7 May 2017 to 2 June 2017
Nordita, Stockholm
Europe/Stockholm timezone

The Dark Milky Way: Probing our Galaxy’s Hidden Gas

19 May 2017, 11:00
20m
122:026 (Nordita, Stockholm)

122:026

Nordita, Stockholm

Speaker

Van Hiep Nguyen

Description

Many studies have proved the existence of the “dark interstellar medium” (dark ISM) which is not detected by traditional radio emissions from atomic hydrogen (HI) and carbon monoxide (CO) molecules. In recent years, OH has emerged as a powerful indicator of dark-ISM. In this study, we use HI and OH data from the Arecibo Millennium survey (Heiles and Troland 2003) which observed absorption and emission pairs towards 79 extragalatic radio continuum sources. The Λ-doubling transitions of ground-state OH at 1665.402 and 1667.359 MHz were observed along with HI towards 48 of the 79 survey positions. By newly reducing this unpublished data, OH absorption was detected in 23 lines- of-sight, we find that the OH 1665 and 1667 lines satisfy the optically thin assumption with the optical depth τ less than 0.25 and they are in general not in Local Thermal Equilibrium. By comparing the thermal dust data from Planck satellite (Release 1.2) and the Sloan Digital Sky Survey (Schlafly et al. 2011) with HI data from Millennium survey, we confirm the tight linear correlations between optical depth τ353, dust radiance R, reddening E(B-V) and the total proton column density N(H). We estimate the molecular hydrogen column densities N(H2)=1⁄2[N(H)-N(HI)] from these linear relationships and hence the OH abundance ratio XOH=N(OH)/N(H2), for which few literature measurement exist.

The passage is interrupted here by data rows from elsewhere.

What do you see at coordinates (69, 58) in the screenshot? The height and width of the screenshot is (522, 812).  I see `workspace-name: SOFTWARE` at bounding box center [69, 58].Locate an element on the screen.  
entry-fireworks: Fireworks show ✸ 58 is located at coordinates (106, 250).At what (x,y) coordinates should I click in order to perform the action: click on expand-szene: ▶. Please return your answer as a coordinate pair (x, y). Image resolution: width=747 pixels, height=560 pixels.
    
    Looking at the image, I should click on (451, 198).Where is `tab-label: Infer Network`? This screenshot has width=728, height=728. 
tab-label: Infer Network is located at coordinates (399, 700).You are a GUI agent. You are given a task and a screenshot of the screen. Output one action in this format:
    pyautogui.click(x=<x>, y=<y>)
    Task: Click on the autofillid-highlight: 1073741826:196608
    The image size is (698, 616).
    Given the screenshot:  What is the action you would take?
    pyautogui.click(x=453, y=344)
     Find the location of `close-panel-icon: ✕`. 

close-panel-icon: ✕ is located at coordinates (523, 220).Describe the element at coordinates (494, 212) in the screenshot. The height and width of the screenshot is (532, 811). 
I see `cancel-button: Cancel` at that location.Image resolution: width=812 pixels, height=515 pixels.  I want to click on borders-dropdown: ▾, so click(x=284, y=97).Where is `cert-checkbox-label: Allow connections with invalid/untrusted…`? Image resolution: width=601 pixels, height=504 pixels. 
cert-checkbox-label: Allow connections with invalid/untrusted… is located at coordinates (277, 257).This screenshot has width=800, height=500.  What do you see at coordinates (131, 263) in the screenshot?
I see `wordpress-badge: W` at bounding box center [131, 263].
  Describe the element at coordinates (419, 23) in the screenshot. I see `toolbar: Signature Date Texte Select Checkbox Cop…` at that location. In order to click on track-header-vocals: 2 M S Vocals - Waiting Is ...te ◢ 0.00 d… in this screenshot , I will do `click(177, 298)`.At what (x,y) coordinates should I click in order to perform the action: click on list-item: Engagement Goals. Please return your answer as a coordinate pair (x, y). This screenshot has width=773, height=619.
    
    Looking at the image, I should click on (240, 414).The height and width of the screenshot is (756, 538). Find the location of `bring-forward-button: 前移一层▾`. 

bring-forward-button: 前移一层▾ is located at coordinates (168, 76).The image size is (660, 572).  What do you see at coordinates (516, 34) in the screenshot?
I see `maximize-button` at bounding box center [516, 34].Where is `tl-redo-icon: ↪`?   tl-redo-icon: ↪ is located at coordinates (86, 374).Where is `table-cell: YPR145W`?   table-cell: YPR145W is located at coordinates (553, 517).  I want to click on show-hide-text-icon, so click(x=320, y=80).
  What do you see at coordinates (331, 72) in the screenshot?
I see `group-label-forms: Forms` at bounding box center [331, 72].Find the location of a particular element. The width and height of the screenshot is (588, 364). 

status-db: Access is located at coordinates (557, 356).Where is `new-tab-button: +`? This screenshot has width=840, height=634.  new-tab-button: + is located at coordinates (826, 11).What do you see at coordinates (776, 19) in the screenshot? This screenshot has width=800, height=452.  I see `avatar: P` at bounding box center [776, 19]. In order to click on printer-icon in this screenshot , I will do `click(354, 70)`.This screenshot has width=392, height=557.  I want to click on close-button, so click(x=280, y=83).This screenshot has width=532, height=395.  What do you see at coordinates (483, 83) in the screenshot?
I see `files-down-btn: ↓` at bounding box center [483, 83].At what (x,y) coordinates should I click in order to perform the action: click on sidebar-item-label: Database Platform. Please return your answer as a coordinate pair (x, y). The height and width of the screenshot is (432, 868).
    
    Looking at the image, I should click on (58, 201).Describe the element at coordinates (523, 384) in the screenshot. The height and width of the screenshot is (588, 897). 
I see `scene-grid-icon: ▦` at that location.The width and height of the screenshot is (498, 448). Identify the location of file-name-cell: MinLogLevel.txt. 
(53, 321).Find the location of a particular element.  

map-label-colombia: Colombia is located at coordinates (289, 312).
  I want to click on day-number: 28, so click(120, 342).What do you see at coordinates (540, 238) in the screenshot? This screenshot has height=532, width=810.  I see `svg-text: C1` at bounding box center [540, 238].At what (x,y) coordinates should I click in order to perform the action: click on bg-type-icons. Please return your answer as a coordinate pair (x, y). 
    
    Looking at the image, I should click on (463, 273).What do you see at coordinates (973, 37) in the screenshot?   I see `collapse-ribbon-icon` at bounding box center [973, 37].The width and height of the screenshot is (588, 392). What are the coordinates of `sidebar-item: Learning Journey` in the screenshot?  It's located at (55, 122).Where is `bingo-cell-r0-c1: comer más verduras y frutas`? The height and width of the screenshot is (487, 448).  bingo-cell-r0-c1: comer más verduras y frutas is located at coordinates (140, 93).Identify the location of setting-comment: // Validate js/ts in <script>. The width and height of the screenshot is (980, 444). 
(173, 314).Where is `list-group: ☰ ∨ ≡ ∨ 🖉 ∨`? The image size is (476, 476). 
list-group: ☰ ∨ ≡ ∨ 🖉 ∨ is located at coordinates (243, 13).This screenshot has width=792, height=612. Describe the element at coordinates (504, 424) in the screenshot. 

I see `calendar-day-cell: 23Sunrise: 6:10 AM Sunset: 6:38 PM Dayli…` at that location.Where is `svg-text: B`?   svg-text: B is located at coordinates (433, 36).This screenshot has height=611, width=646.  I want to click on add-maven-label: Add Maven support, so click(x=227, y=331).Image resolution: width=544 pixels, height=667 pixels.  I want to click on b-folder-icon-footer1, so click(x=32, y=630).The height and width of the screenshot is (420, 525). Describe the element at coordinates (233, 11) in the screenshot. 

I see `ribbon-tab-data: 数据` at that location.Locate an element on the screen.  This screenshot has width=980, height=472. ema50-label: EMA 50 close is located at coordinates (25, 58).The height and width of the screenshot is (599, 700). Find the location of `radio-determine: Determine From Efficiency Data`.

The XOH ratios derived from the three N(H) proxies are consistent and appear to be constant around 5.0×10-6. Since these results are obtained in a wide ranges of longitude l and latitude b with some sightlines through the Galactic plane, it suggests that OH main lines are excellent tracers of molecular gas in the interstellar medium including regimes where the usefulness of CO is compromised.